What’s worth remembering
- Subscription filters are the streaming exit. Pattern-filtered at the log group or account level, delivered to Lambda, Kinesis Data Streams, or Firehose in near-real time.
- Three destination shapes, three use cases. Lambda for per-event logic, Kinesis for many-consumer fan-out, Firehose for buffered delivery to a sink (S3, OpenSearch, Splunk, Redshift).
- Two filters per log group is the hard limit. Past that, fan out via Kinesis or use an account-level subscription filter policy.
- JSON filter pattern language.
{ $.field = "value" }, with&&,||, wildcards, nested fields, and numeric comparisons. Test filters withaws logs test-metric-filterbefore deploying. - Lambda destinations need
lambda:InvokeFunctionresource-based permission, not an IAM role. Kinesis and Firehose destinations need a role that CloudWatch Logs assumes. Easy thing to get wrong on the first deploy. - Account-level subscription filters are the “one pattern everywhere” answer.
PutAccountPolicywithSUBSCRIPTION_FILTER_POLICYtype. Include/exclude by log group name. - Cross-account routing via Destinations. A CloudWatch Logs Destination in account B wraps a Kinesis stream and carries an access policy naming account A. Source log groups in A subscribe to the Destination ARN.
- Subscription filters are streaming; S3 export is not.
CreateExportTaskpulls a time window to S3 as a batch job: correct for archival or analytics, wrong for two-minute SLAs.

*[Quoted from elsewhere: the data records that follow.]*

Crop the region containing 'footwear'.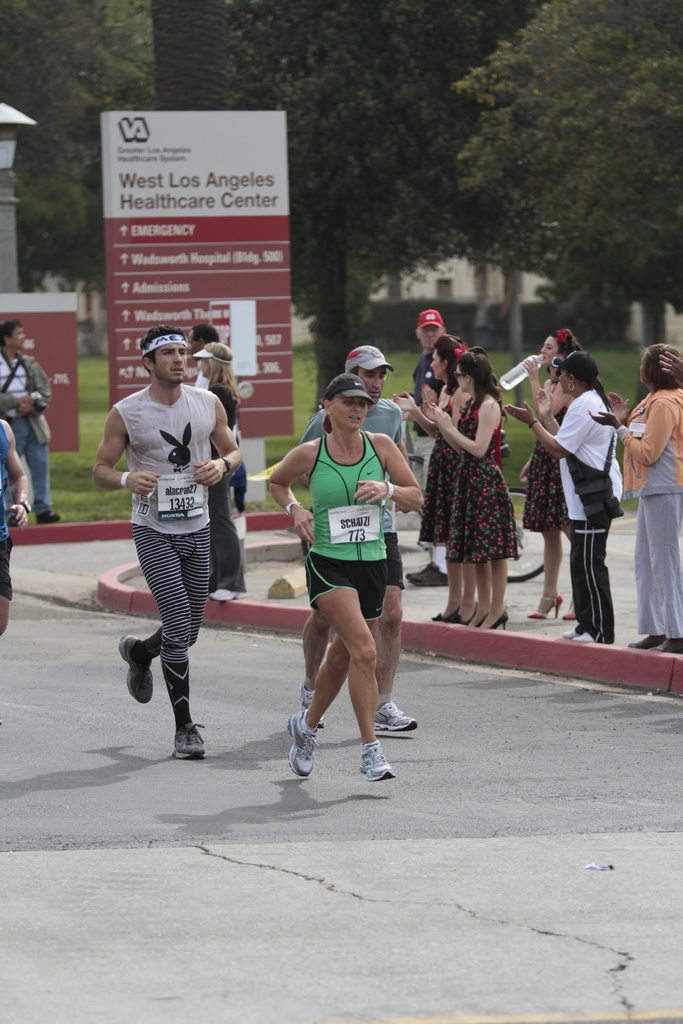
Crop region: 650/633/682/656.
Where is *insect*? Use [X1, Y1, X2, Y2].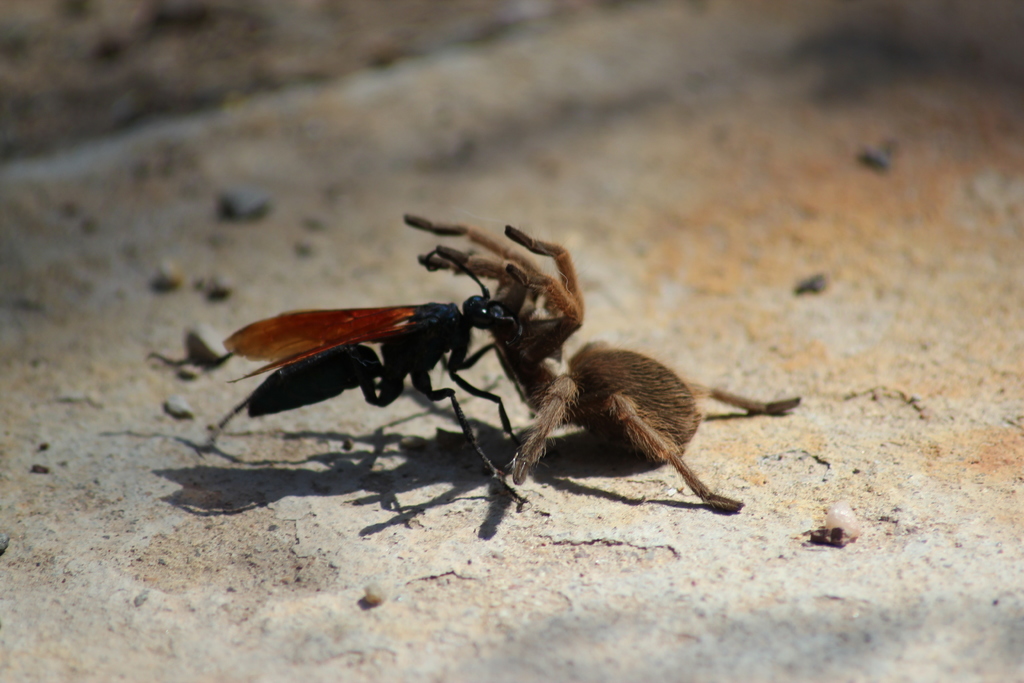
[147, 248, 528, 507].
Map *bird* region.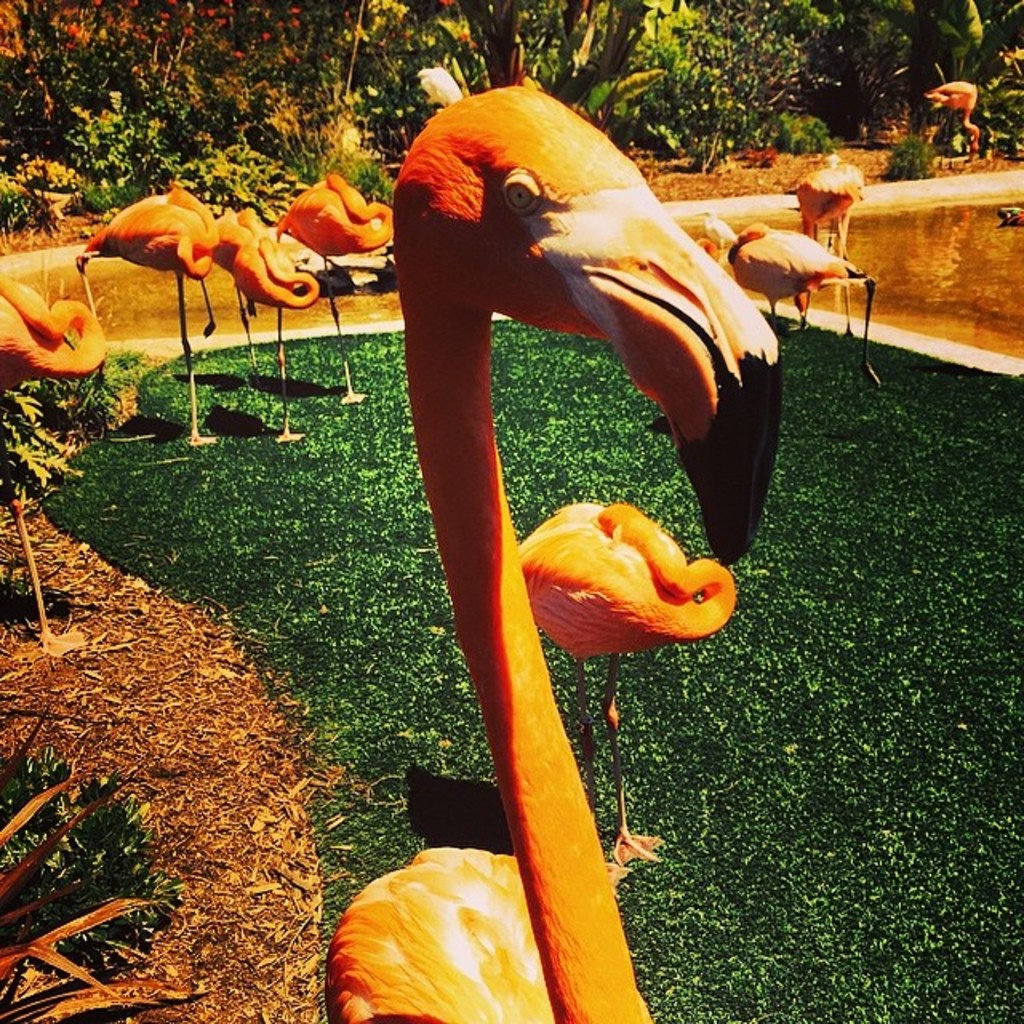
Mapped to box(707, 214, 877, 392).
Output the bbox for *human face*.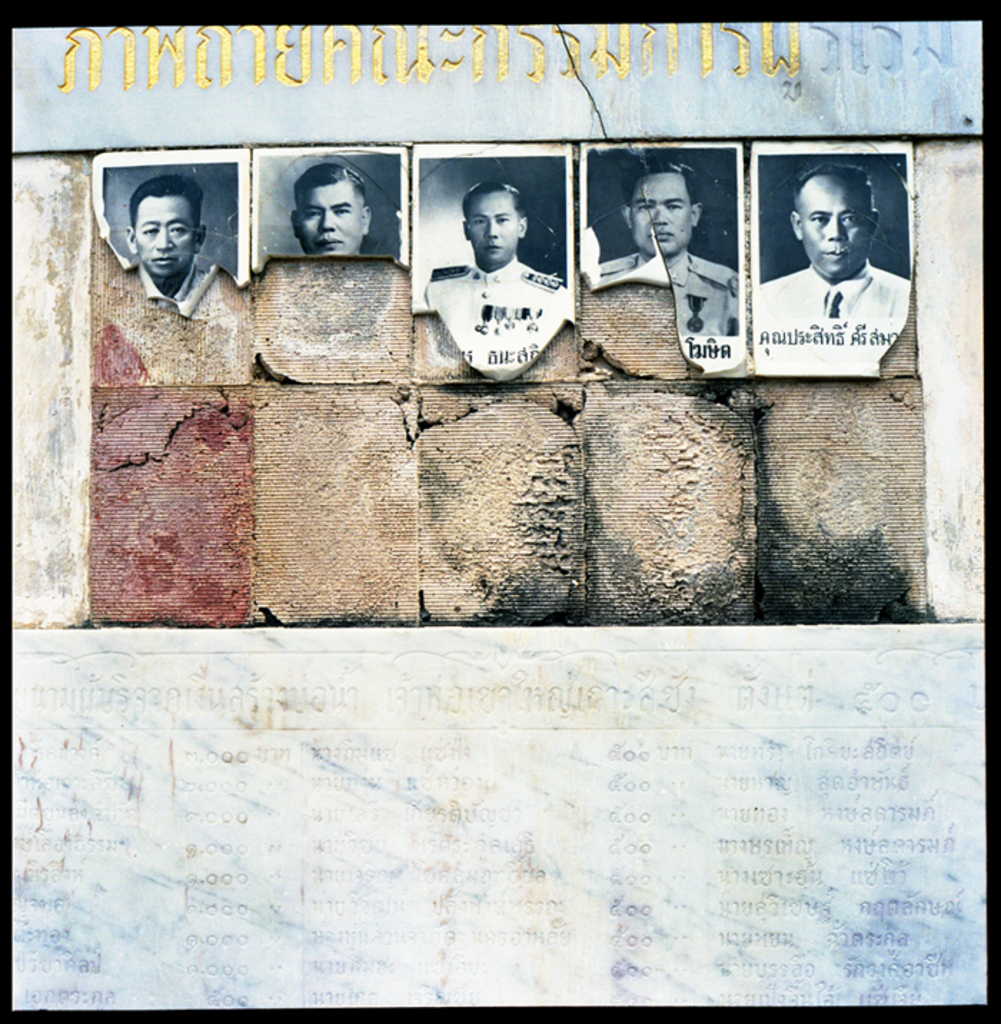
[x1=134, y1=195, x2=197, y2=276].
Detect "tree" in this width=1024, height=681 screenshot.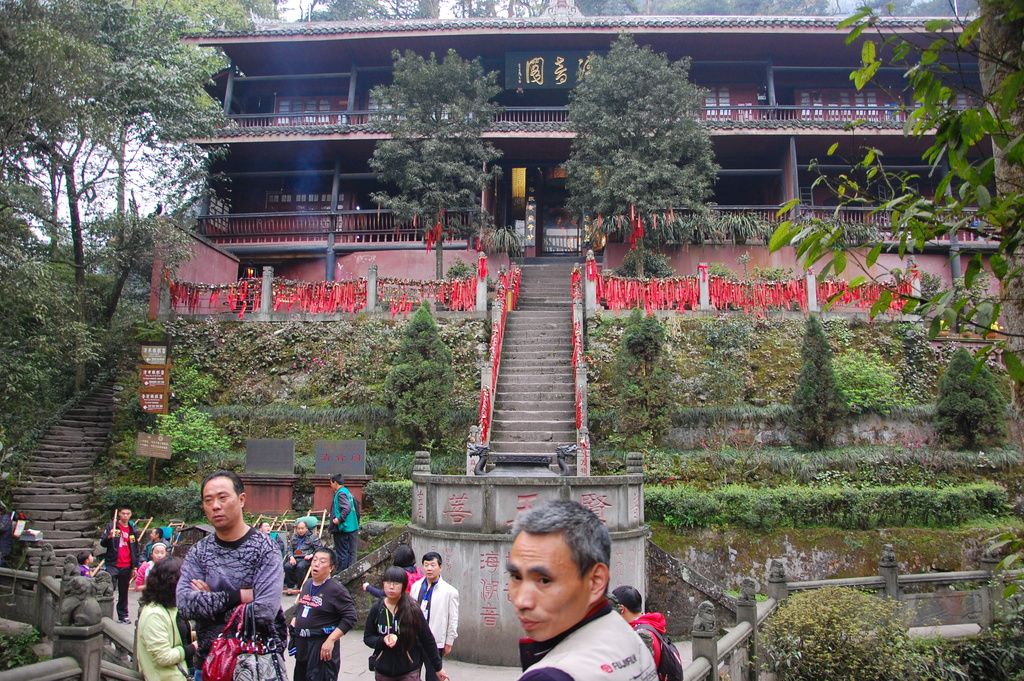
Detection: 79:0:259:272.
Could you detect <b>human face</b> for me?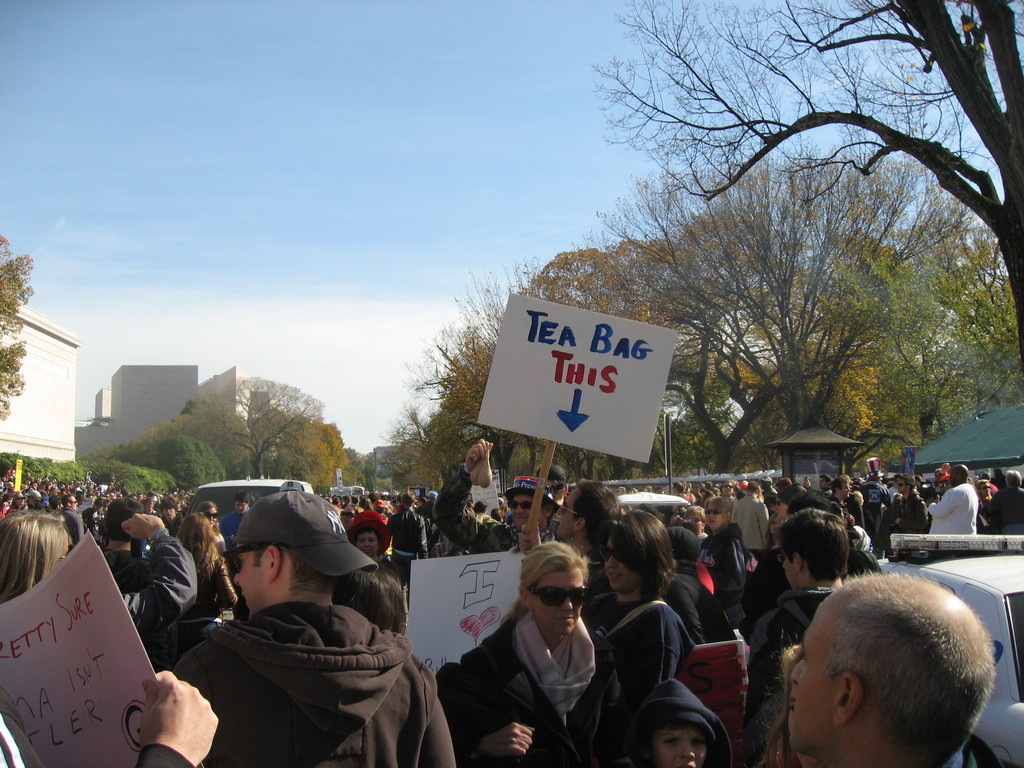
Detection result: left=563, top=497, right=576, bottom=538.
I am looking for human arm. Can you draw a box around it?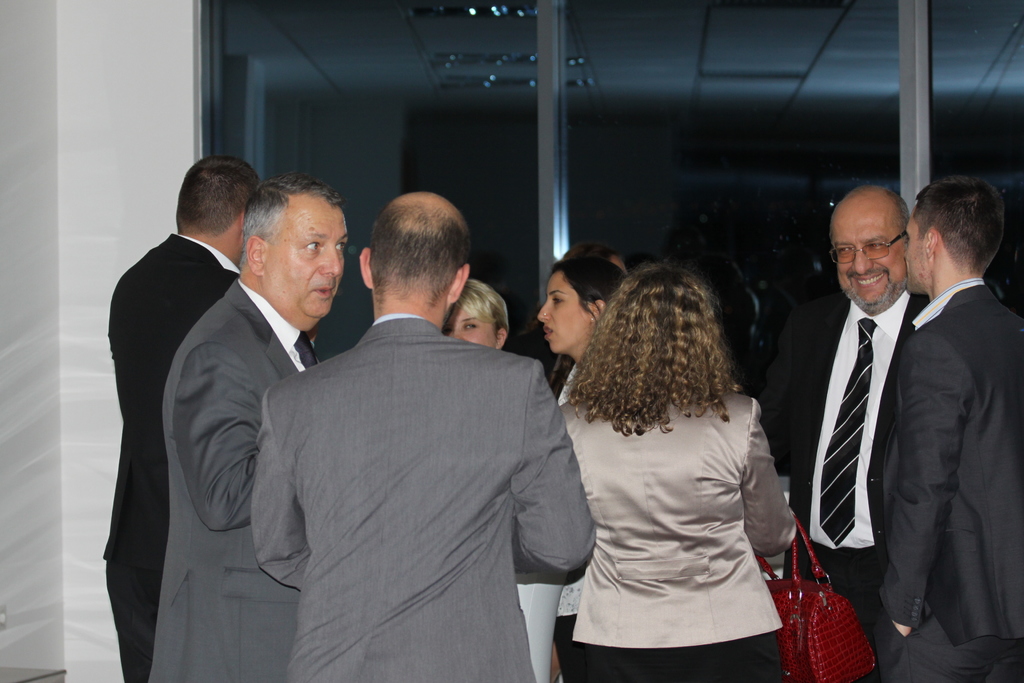
Sure, the bounding box is [left=173, top=347, right=275, bottom=533].
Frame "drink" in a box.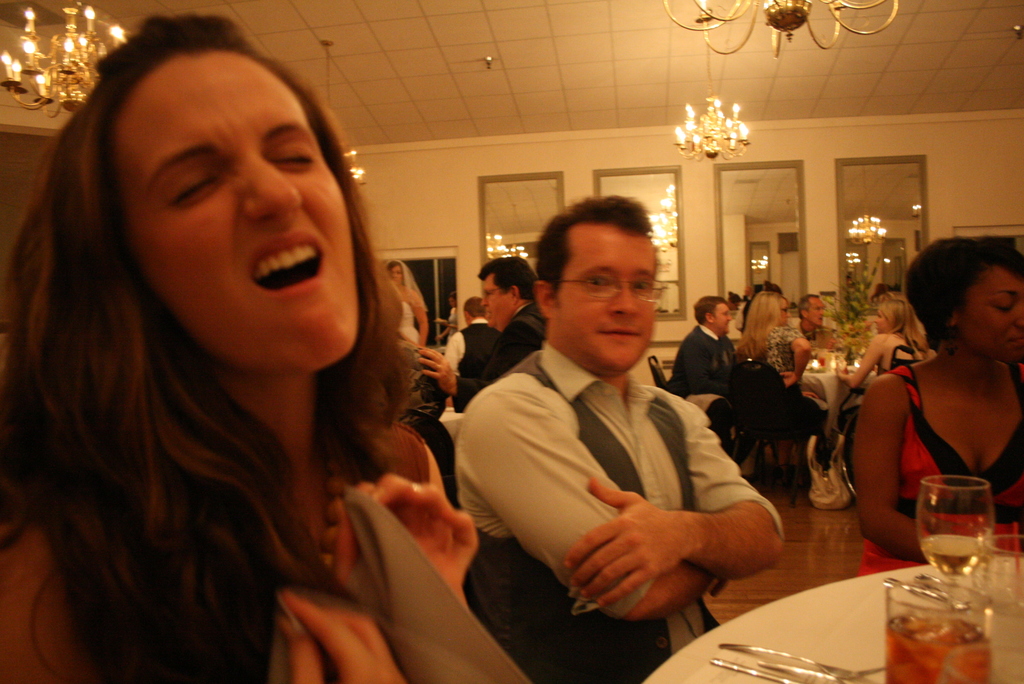
left=924, top=530, right=987, bottom=574.
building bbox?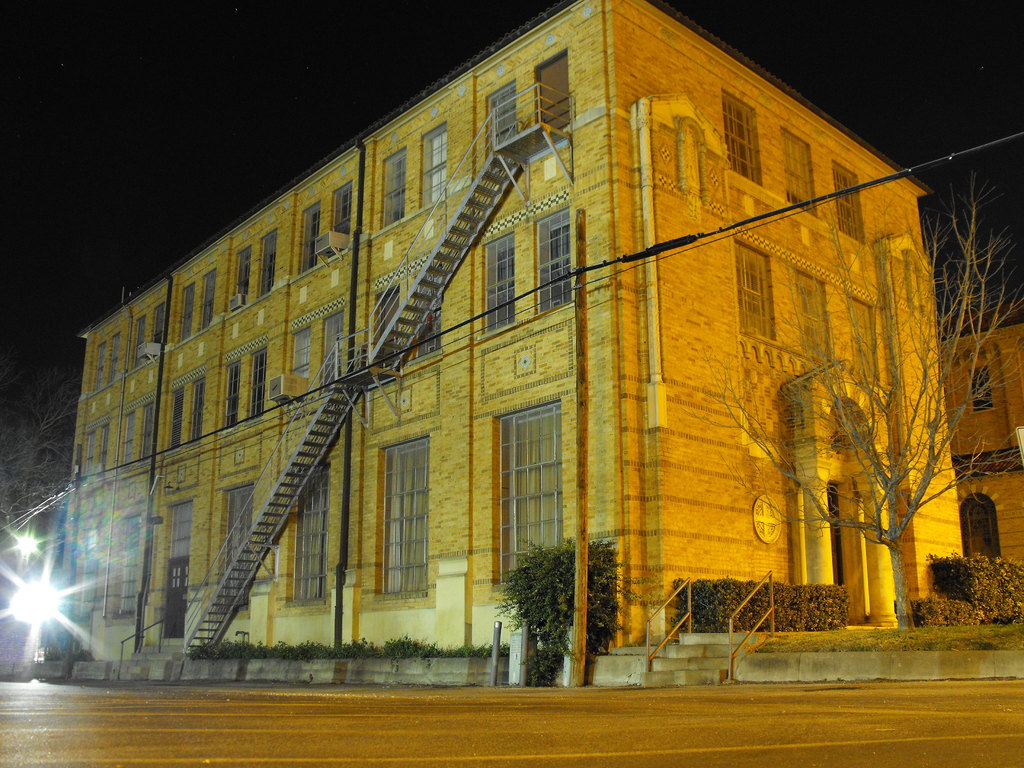
BBox(58, 0, 966, 691)
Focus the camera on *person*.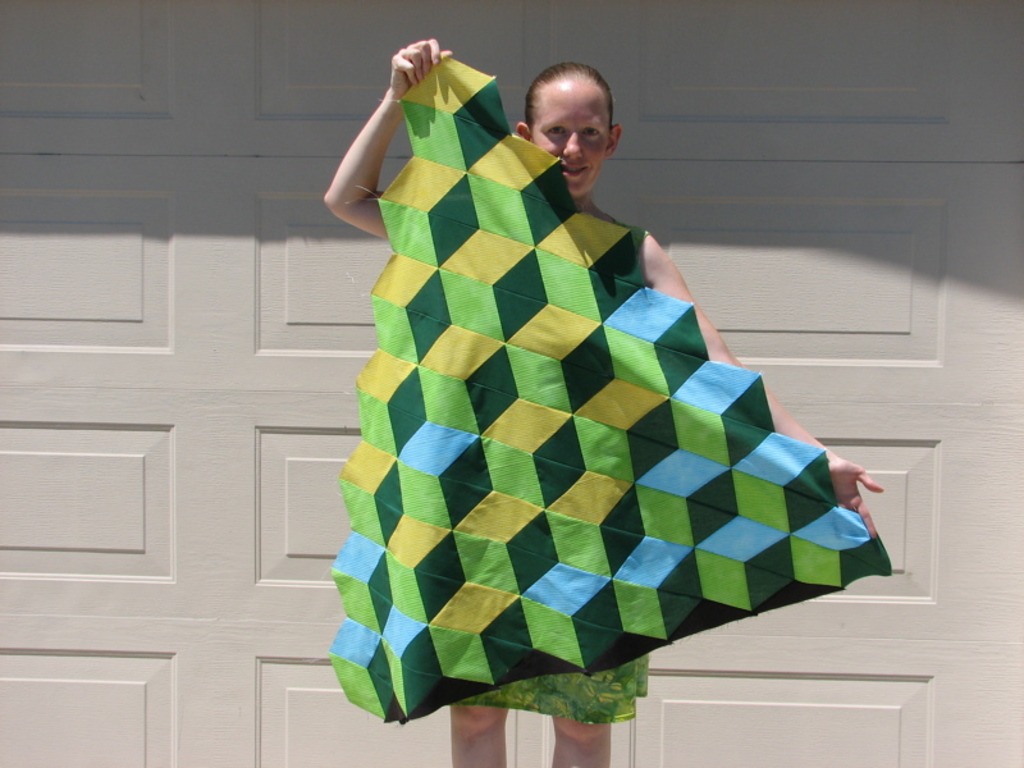
Focus region: box(323, 40, 882, 767).
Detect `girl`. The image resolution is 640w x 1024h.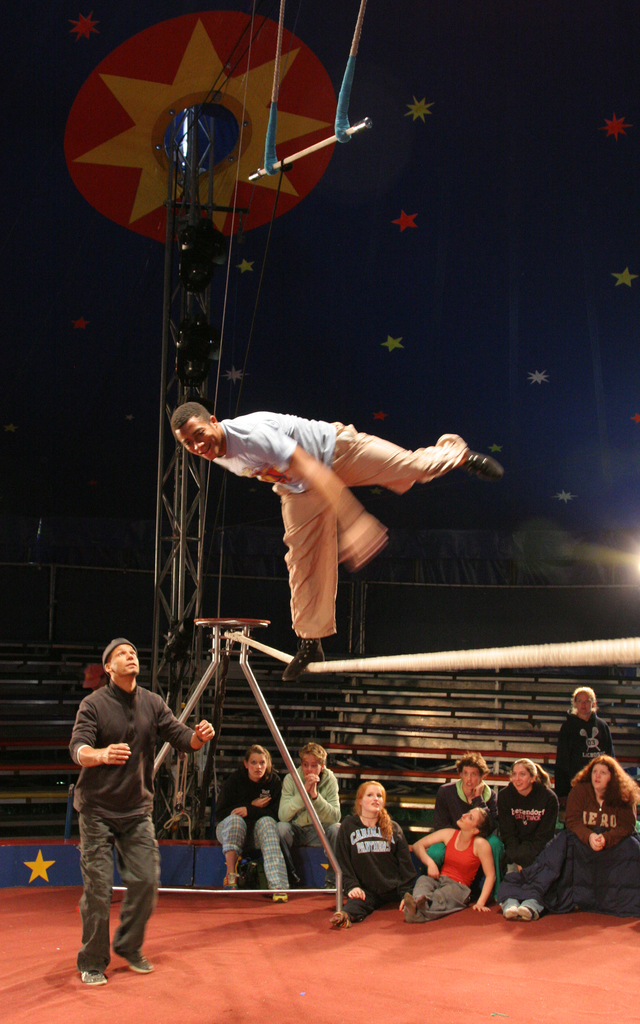
[564,764,639,888].
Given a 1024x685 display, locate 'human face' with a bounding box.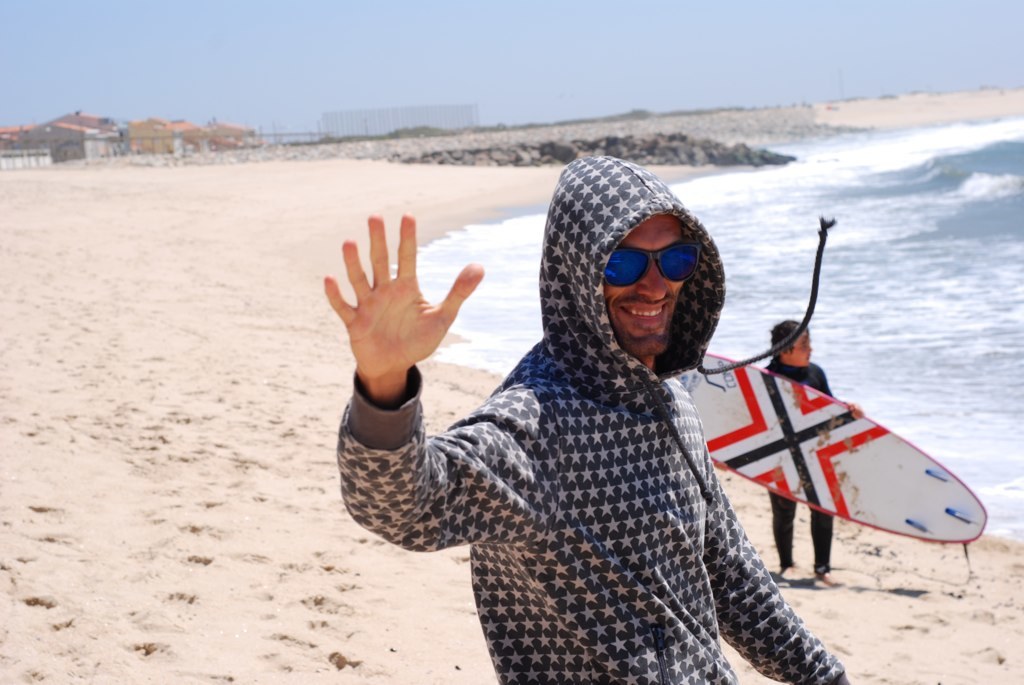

The three consumers in the scenario end up with three subscription filters: one account-level filter to Firehose -> Splunk, one log-group filter to Kinesis for the analytics pipeline, one log-group filter to Lambda for the Slack bot. Filter at source, route by destination shape, accept the two-filter-per-log-group limit or work around it with fan-out. CloudWatch Logs goes from “the place we keep logs” to “the routing plane for log-derived signals”: same data, different consumers, correct tool at each exit.